The long-term risks of quantitative easing, including eroding the credibility of the US dollar, are closely linked to gold's performance.
What is Quantitative Easing?
Quantitative easing (QE) is a strategy designed to stimulate the economy when all other options (such as lowering interest rates) have been exhausted.
Step 1: The Fed purchases government bonds in the open market. To do this, the Fed creates reserves out of thin air and credits them to the account of the bank selling the bonds.
Step 2: Banks use these new reserves to give out loans. The effect is two-fold: increasing the money supply (because borrowers have new money in their pockets) and suppressing interest rates (due to the greater supply of loans).
For a comprehensive understanding of how the Fed and commercial banks create money, please refer to this article: A Guide to How Banks Create Money (for Visual Learners)
How Quantitative Easing Impacts Gold
There is no statistically significant relationship between the short-term price of gold and QE programs. However, the negative long-term effects of QE align perfectly with the factors that drive gold higher.
Rising Inflation
When the central bank pumps money into the system, every dollar in circulation decreases in value. People may feel richer, but ultimately the deteriorating currency eats away their extra purchasing power.
The inflationary pressures of QE are not always immediate. For example, following the Global Financial Crisis of ’08-’09 and subsequent QE programs, consumer inflation stayed relatively low.
This is because most banks kept the newly created reserves parked on their balance sheets rather than circulating them via loans.
Still, in the long run, an increase in the money supply inevitably translates to higher costs of goods and services and an increase in the price of gold.
Asset Bubbles
When banks inject new money into the system, it often ends up allocated to unproductive assets and companies. Economists call this the “malinvestment problem.”
Not only does this inflame wealth inequality (free money ends up in the pockets of those who already own assets), but it also increases market volatility.
Gold benefits from asset bubbles as a form of financial insurance and a market hedge. When bubbles pop, investors clamour for the safety that precious metals provide.
Debt Crises
Credit feels a lot like currency. You can spend it like currency. When your bank account increases by $10, it feels the same as holding a new $10 bill.
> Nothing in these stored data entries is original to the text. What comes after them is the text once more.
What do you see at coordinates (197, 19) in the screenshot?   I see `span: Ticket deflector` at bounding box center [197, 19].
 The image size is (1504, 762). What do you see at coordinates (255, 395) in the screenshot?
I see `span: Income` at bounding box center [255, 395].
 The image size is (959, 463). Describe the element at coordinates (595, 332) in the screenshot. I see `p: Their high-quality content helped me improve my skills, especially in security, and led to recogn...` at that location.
But credit is not currency. When credit is created through the lending process, the borrower is endowed with new purchasing power, but he also takes on a future debt burden.
New purchasing power is not created; it is shifted from the future to the present. When the future finally arrives, there might not be any purchasing power left. To stay solvent, consumers, businesses, and governments must acquire more and more debt, pulling more and more purchasing power from even further in the future.
This explains the massive increase in both public and private debt in recent decades.
At some point, public and private borrowers will fail to find lenders willing to support their unquenchable thirst for credit. When the lending stops, borrowers suddenly default on their debt obligations, and credit starts evaporating from the economy.
When this happens, gold is one of the only assets that remains secure. The value of physical gold is not tied to anyone else’s solvency, which means it carries no counterparty risk. Precious metals become very attractive when debt crises appear on the horizon.
Federal Reserve Credibility
Prior to 1971, the US dollar derived its value from gold. Today’s fiat currency paradigm relies instead on the credibility of the issuing government.
What Backs the United States Dollar?
A fiat currency can function as long as economic participants have confidence in the government’s ability to repay its debts, and the ability of central bankers to make prudent decisions about interest rates, money supply, and inflation.
Unconventional monetary policy tools like QE introduce a high degree of risk to the Fed’s credibility.
Throughout history, countless governments have undermined the value of their own currency via excessive money printing. Is QE a brilliant innovation in monetary policy, or just another way to sow the seeds of monetary collapse?